Early Reperfusion Was Associated With Good Outcomes
A shift analysis of the day 90 modified Rankin scores revealed no significant interaction between treatment assignment and penumbral pattern, said Dr. Kidwell. Patients with a penumbral pattern who received standard care were more likely to have good outcomes, as defined by a modified Rankin score of 0 to 2, than the other three patient groups, but this result did not reach statistical significance. A receiver–operator curve analysis failed to identify a threshold of predicted core volume that would have yielded a significant difference in outcomes, based on treatment assignment and favorable penumbral pattern.

Patients with substantial reperfusion or partial or complete revascularization at day seven had improved clinical outcomes, as measured by day 90 modified Rankin scores, and attenuated infarct growth, regardless of treatment assignment or penumbral pattern. “Had we not had a control arm, we would not have been able to show that the benefit from revascularization was not an acute embolectomy treatment effect,” observed Dr. Kidwell.

First-Generation Devices May Have Influenced the Study Results
Dr. Kidwell proposed various factors that could explain the study results. For example, the investigators used only first-generation devices that have relatively low recanalization rates, compared with new generation stent retriever devices.

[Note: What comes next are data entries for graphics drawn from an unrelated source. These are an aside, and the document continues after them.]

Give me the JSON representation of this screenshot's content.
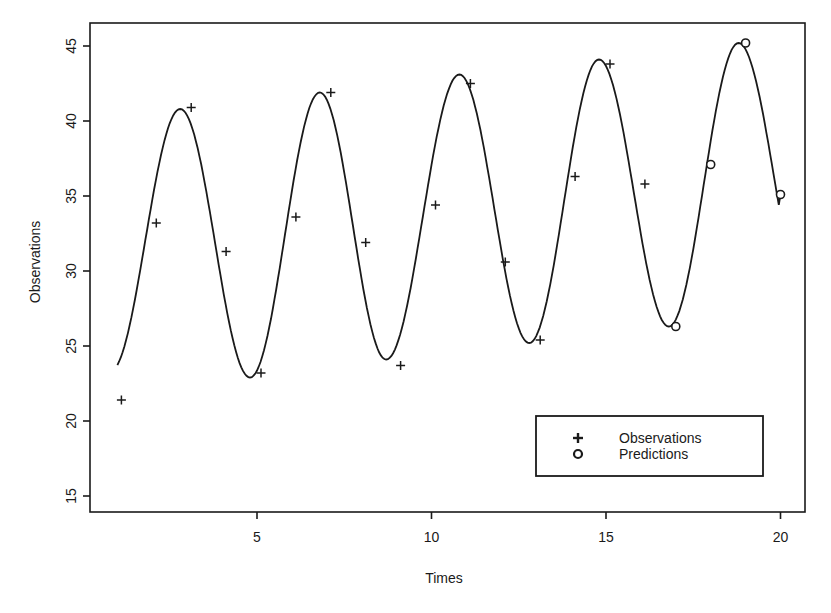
{
  "chart_data": {
    "type": "line",
    "title": "",
    "xlabel": "Times",
    "ylabel": "Observations",
    "xlim": [
      0.6,
      21.4
    ],
    "ylim": [
      14,
      46.6
    ],
    "x_ticks": [
      5,
      10,
      15,
      20
    ],
    "y_ticks": [
      15,
      20,
      25,
      30,
      35,
      40,
      45
    ],
    "grid": false,
    "legend_position": "lower right",
    "legend": [
      {
        "label": "Observations",
        "marker": "plus"
      },
      {
        "label": "Predictions",
        "marker": "circle"
      }
    ],
    "series": [
      {
        "name": "Observations",
        "marker": "plus",
        "x": [
          1,
          2,
          3,
          4,
          5,
          6,
          7,
          8,
          9,
          10,
          11,
          12,
          13,
          14,
          15,
          16
        ],
        "values": [
          21.4,
          33.2,
          40.9,
          31.3,
          23.2,
          33.6,
          41.9,
          31.9,
          23.7,
          34.4,
          42.5,
          30.6,
          25.4,
          36.3,
          43.8,
          35.8
        ]
      },
      {
        "name": "Predictions",
        "marker": "circle",
        "x": [
          17,
          18,
          19,
          20
        ],
        "values": [
          26.3,
          37.1,
          45.2,
          35.1
        ]
      },
      {
        "name": "Fitted curve",
        "marker": "none",
        "style": "solid line",
        "x_range": [
          1,
          20
        ],
        "peaks": [
          [
            2.8,
            40.8
          ],
          [
            6.8,
            41.9
          ],
          [
            10.8,
            43.1
          ],
          [
            14.8,
            44.1
          ],
          [
            18.8,
            45.2
          ]
        ],
        "troughs": [
          [
            4.8,
            22.9
          ],
          [
            8.7,
            24.1
          ],
          [
            12.8,
            25.2
          ],
          [
            16.8,
            26.3
          ]
        ],
        "start": [
          1,
          21.9
        ],
        "end": [
          20,
          35.1
        ]
      }
    ]
  },
  "layout": {
    "frame": {
      "left": 90,
      "top": 23,
      "right": 805,
      "bottom": 512
    },
    "x_axis": {
      "px_at_5": 257,
      "px_per_unit": 34.9
    },
    "y_axis": {
      "px_at_45": 46,
      "px_per_unit": 15
    },
    "legend_box": {
      "left": 536,
      "top": 416,
      "right": 763,
      "bottom": 476
    },
    "line_color": "#1a1a1a"
  }
}
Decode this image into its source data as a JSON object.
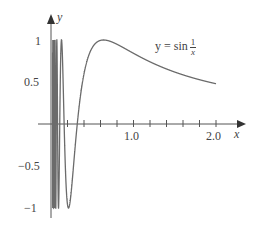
{
  "chart_data": {
    "type": "line",
    "title": "",
    "function": "y = sin(1/x)",
    "annotation": {
      "prefix": "y = sin",
      "numerator": "1",
      "denominator": "x"
    },
    "xlabel": "x",
    "ylabel": "y",
    "x_ticks": [
      0.2,
      0.4,
      0.6,
      0.8,
      1.0,
      1.2,
      1.4,
      1.6,
      1.8,
      2.0
    ],
    "x_tick_labels": [
      "1.0",
      "2.0"
    ],
    "y_tick_labels": [
      "1",
      "0.5",
      "-0.5",
      "-1"
    ],
    "xlim": [
      0,
      2.1
    ],
    "ylim": [
      -1,
      1
    ],
    "grid": false,
    "series": [
      {
        "name": "sin(1/x)",
        "x": [
          0.212,
          0.318,
          0.637,
          1.0,
          1.5,
          2.0
        ],
        "values": [
          -1,
          0,
          1,
          0.841,
          0.618,
          0.479
        ]
      }
    ],
    "colors": {
      "curve": "#6b6b6b",
      "axis": "#555555",
      "text": "#444444"
    }
  },
  "labels": {
    "y_axis": "y",
    "x_axis": "x",
    "y1": "1",
    "y05": "0.5",
    "ym05": "−0.5",
    "ym1": "−1",
    "x1": "1.0",
    "x2": "2.0",
    "eq_prefix": "y = sin",
    "eq_num": "1",
    "eq_den": "x"
  }
}
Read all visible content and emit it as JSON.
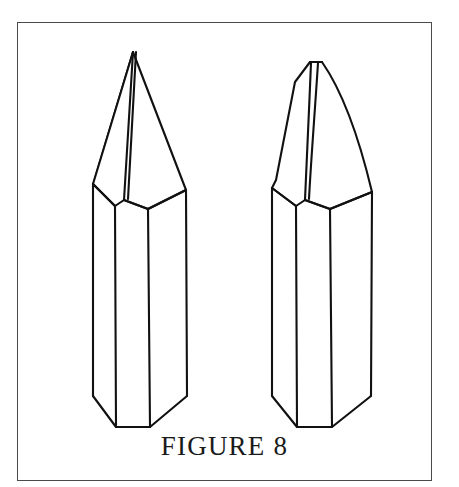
{
  "figure": {
    "caption": "FIGURE 8",
    "background_color": "#ffffff",
    "frame_color": "#4a4a4a",
    "line_color": "#111111",
    "frame": {
      "x": 17,
      "y": 22,
      "width": 415,
      "height": 459
    },
    "objects": [
      {
        "name": "left-crystal",
        "label": "Left quartz crystal with symmetric pointed termination",
        "tip_point": {
          "x": 133,
          "y": 52
        },
        "termination": "sharp-symmetric-pyramid",
        "prism_left_edge_x": 93,
        "prism_front_left_edge_x": 115,
        "prism_front_right_edge_x": 148,
        "prism_right_edge_x": 186,
        "shoulder_left": {
          "x": 97,
          "y": 178
        },
        "notch_bottom": {
          "x": 124,
          "y": 200
        },
        "shoulder_right": {
          "x": 190,
          "y": 190
        },
        "base_bottom_y": 432
      },
      {
        "name": "right-crystal",
        "label": "Right quartz crystal with curved bent termination and flat tip face",
        "tip_point": {
          "x": 316,
          "y": 62
        },
        "termination": "curved-bent-pyramid",
        "prism_left_edge_x": 272,
        "prism_front_left_edge_x": 296,
        "prism_front_right_edge_x": 330,
        "prism_right_edge_x": 368,
        "shoulder_left": {
          "x": 276,
          "y": 180
        },
        "notch_bottom": {
          "x": 305,
          "y": 200
        },
        "shoulder_right": {
          "x": 372,
          "y": 192
        },
        "base_bottom_y": 432
      }
    ]
  }
}
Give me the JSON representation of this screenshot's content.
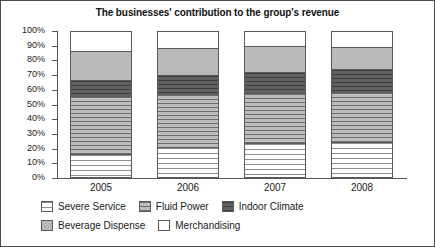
{
  "chart_data": {
    "type": "bar",
    "subtype": "stacked-100-percent",
    "title": "The businesses' contribution to the group's revenue",
    "xlabel": "",
    "ylabel": "",
    "ylim": [
      0,
      100
    ],
    "grid": false,
    "legend_position": "bottom",
    "categories": [
      "2005",
      "2006",
      "2007",
      "2008"
    ],
    "ytick_labels": [
      "100%",
      "90%",
      "80%",
      "70%",
      "60%",
      "50%",
      "40%",
      "30%",
      "20%",
      "10%",
      "0%"
    ],
    "ytick_values": [
      100,
      90,
      80,
      70,
      60,
      50,
      40,
      30,
      20,
      10,
      0
    ],
    "series": [
      {
        "name": "Severe Service",
        "pattern": "white-horizontal-lines",
        "color": "#ffffff",
        "values": [
          15.0,
          20.0,
          22.5,
          23.5
        ]
      },
      {
        "name": "Fluid Power",
        "pattern": "gray-horizontal-lines",
        "color": "#c9c9c9",
        "values": [
          40.0,
          36.5,
          34.5,
          34.5
        ]
      },
      {
        "name": "Indoor Climate",
        "pattern": "dark-solid",
        "color": "#5d5d5d",
        "values": [
          11.0,
          13.5,
          15.0,
          15.5
        ]
      },
      {
        "name": "Beverage Dispense",
        "pattern": "solid-gray",
        "color": "#b9b9b9",
        "values": [
          20.5,
          18.0,
          17.5,
          15.5
        ]
      },
      {
        "name": "Merchandising",
        "pattern": "solid-white",
        "color": "#ffffff",
        "values": [
          13.5,
          12.0,
          10.5,
          11.0
        ]
      }
    ],
    "cumulative_tops": {
      "2005": [
        15.0,
        55.0,
        66.0,
        86.5,
        100.0
      ],
      "2006": [
        20.0,
        56.5,
        70.0,
        88.0,
        100.0
      ],
      "2007": [
        22.5,
        57.0,
        72.0,
        89.5,
        100.0
      ],
      "2008": [
        23.5,
        58.0,
        73.5,
        89.0,
        100.0
      ]
    }
  },
  "legend": {
    "row1": [
      {
        "label": "Severe Service"
      },
      {
        "label": "Fluid Power"
      },
      {
        "label": "Indoor Climate"
      }
    ],
    "row2": [
      {
        "label": "Beverage Dispense"
      },
      {
        "label": "Merchandising"
      }
    ]
  }
}
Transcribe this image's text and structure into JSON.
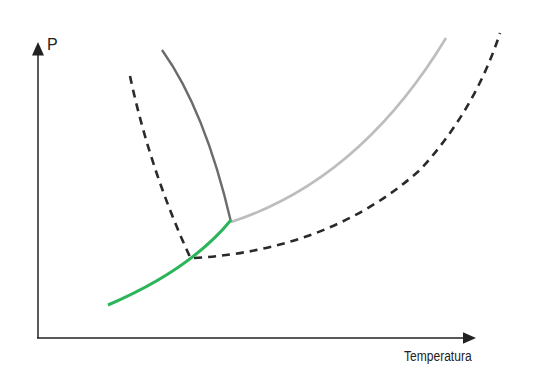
{
  "diagram": {
    "type": "phase-diagram",
    "y_axis_label": "P",
    "x_axis_label": "Temperatura",
    "curves": [
      {
        "name": "sublimation-curve",
        "style": "solid",
        "color": "#2bb55a"
      },
      {
        "name": "fusion-curve",
        "style": "solid",
        "color": "#6b6b6b"
      },
      {
        "name": "vaporization-curve",
        "style": "solid",
        "color": "#bdbdbd"
      },
      {
        "name": "dashed-fusion-curve",
        "style": "dashed",
        "color": "#2a2a2a"
      },
      {
        "name": "dashed-vaporization-curve",
        "style": "dashed",
        "color": "#2a2a2a"
      }
    ],
    "triple_point_marker": "junction of sublimation, fusion and vaporization curves"
  }
}
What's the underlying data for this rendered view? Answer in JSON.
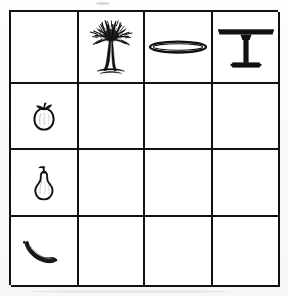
{
  "worksheet": {
    "type": "picture-matrix-grid",
    "rows": 4,
    "columns": 4,
    "border_color": "#111111",
    "background_color": "#ffffff",
    "ink_color": "#111111"
  },
  "grid": {
    "corner_cell": {
      "icon": "empty-cell",
      "label": ""
    },
    "column_headers": [
      {
        "icon": "tree-icon",
        "label": "tree"
      },
      {
        "icon": "plate-icon",
        "label": "plate"
      },
      {
        "icon": "table-icon",
        "label": "table"
      }
    ],
    "row_headers": [
      {
        "icon": "apple-icon",
        "label": "apple"
      },
      {
        "icon": "pear-icon",
        "label": "pear"
      },
      {
        "icon": "banana-icon",
        "label": "banana"
      }
    ],
    "body_cells": [
      [
        {
          "icon": "empty-cell",
          "label": ""
        },
        {
          "icon": "empty-cell",
          "label": ""
        },
        {
          "icon": "empty-cell",
          "label": ""
        }
      ],
      [
        {
          "icon": "empty-cell",
          "label": ""
        },
        {
          "icon": "empty-cell",
          "label": ""
        },
        {
          "icon": "empty-cell",
          "label": ""
        }
      ],
      [
        {
          "icon": "empty-cell",
          "label": ""
        },
        {
          "icon": "empty-cell",
          "label": ""
        },
        {
          "icon": "empty-cell",
          "label": ""
        }
      ]
    ]
  }
}
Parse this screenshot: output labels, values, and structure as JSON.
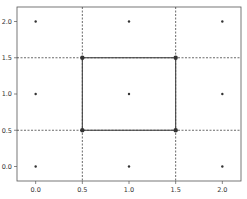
{
  "chart_data": {
    "type": "scatter",
    "title": "",
    "xlabel": "",
    "ylabel": "",
    "xlim": [
      -0.2,
      2.2
    ],
    "ylim": [
      -0.2,
      2.2
    ],
    "grid": false,
    "x_ticks": [
      "0.0",
      "0.5",
      "1.0",
      "1.5",
      "2.0"
    ],
    "y_ticks": [
      "0.0",
      "0.5",
      "1.0",
      "1.5",
      "2.0"
    ],
    "points": [
      {
        "x": 0.0,
        "y": 0.0
      },
      {
        "x": 1.0,
        "y": 0.0
      },
      {
        "x": 2.0,
        "y": 0.0
      },
      {
        "x": 0.0,
        "y": 1.0
      },
      {
        "x": 1.0,
        "y": 1.0
      },
      {
        "x": 2.0,
        "y": 1.0
      },
      {
        "x": 0.0,
        "y": 2.0
      },
      {
        "x": 1.0,
        "y": 2.0
      },
      {
        "x": 2.0,
        "y": 2.0
      }
    ],
    "vertices": [
      {
        "x": 0.5,
        "y": 0.5
      },
      {
        "x": 1.5,
        "y": 0.5
      },
      {
        "x": 1.5,
        "y": 1.5
      },
      {
        "x": 0.5,
        "y": 1.5
      }
    ],
    "dashed_lines": {
      "vertical": [
        0.5,
        1.5
      ],
      "horizontal": [
        0.5,
        1.5
      ]
    },
    "solid_square": {
      "x0": 0.5,
      "y0": 0.5,
      "x1": 1.5,
      "y1": 1.5
    },
    "colors": {
      "points": "#333333",
      "lines": "#444444",
      "axes": "#555555"
    }
  }
}
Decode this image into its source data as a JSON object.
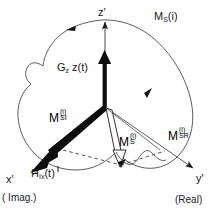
{
  "figure": {
    "kind": "vector-diagram",
    "title_label": "M_S(i)",
    "background_color": "#ffffff",
    "stroke_color": "#1a1a1a",
    "fill_color": "#000000"
  },
  "labels": {
    "magnetization_title": {
      "base": "M",
      "sub": "S",
      "arg": "(i)"
    },
    "z_axis": {
      "text": "z",
      "prime": "′"
    },
    "gradient_term": {
      "base": "G",
      "sub": "z",
      "rest": " z(t)"
    },
    "m_si": {
      "base": "M",
      "sub": "SI",
      "sup": "(i)"
    },
    "m_s": {
      "base": "M",
      "sub": "S",
      "sup": "(i)"
    },
    "m_sr": {
      "base": "M",
      "sub": "SR",
      "sup": "(i)"
    },
    "x_axis": {
      "text": "x",
      "prime": "′"
    },
    "x_axis_note": "( Imag.)",
    "h_ix": {
      "base": "H",
      "sub": "Ix",
      "rest": "(t)"
    },
    "y_axis": {
      "text": "y",
      "prime": "′"
    },
    "y_axis_note": "(Real)"
  },
  "geometry": {
    "origin": {
      "x": 105,
      "y": 107
    },
    "z_axis_tip": {
      "x": 105,
      "y": 18
    },
    "x_axis_tip": {
      "x": 30,
      "y": 177
    },
    "y_axis_tip": {
      "x": 196,
      "y": 170
    }
  }
}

The team also introduced two imaging techniques that may have led to different penumbral prediction patterns. Patients with a penumbral pattern may have had a higher chance of favorable outcomes, regardless of the treatment assignment, because they had the support of collateral vessels until spontaneous recanalization occurred. “It’s possible that the penumbral imaging selection hypothesis, as currently conceived, may be flawed,” said Dr. Kidwell.

“MR RESCUE underscores the importance of confirming hypotheses in randomized, controlled trials prior to implementing treatment approaches in current clinical practice,” she continued. “We believe that further randomized, controlled trials with new-generation stent-retriever devices are needed to test the full spectrum of the penumbral-imaging selection hypothesis and to test the clinical efficacy of the new-generation stent-retriever devices.”

Unanswered Questions
In an editorial published online in the February 8 issue of the New England Journal of Medicine, Marc I. Chimowitz, MB, ChB, analyzed Dr. Kidwell’s theory that a favorable penumbral pattern may identify patients who are likely to have a good outcome regardless of treatment assignment. This hypothesis “does not explain why only 14 to 23% of patients with a favorable penumbral pattern had a good outcome in MR RESCUE,” said Dr. Chimowitz, who is a professor of neurology at the Medical University of South Carolina in Charleston. “It may be because the penumbral pattern lacks specificity as a marker of durable tissue viability—in other words, only a subgroup of patients with a favorable penumbral pattern have ischemic brain tissue that can recover with later reperfusion.”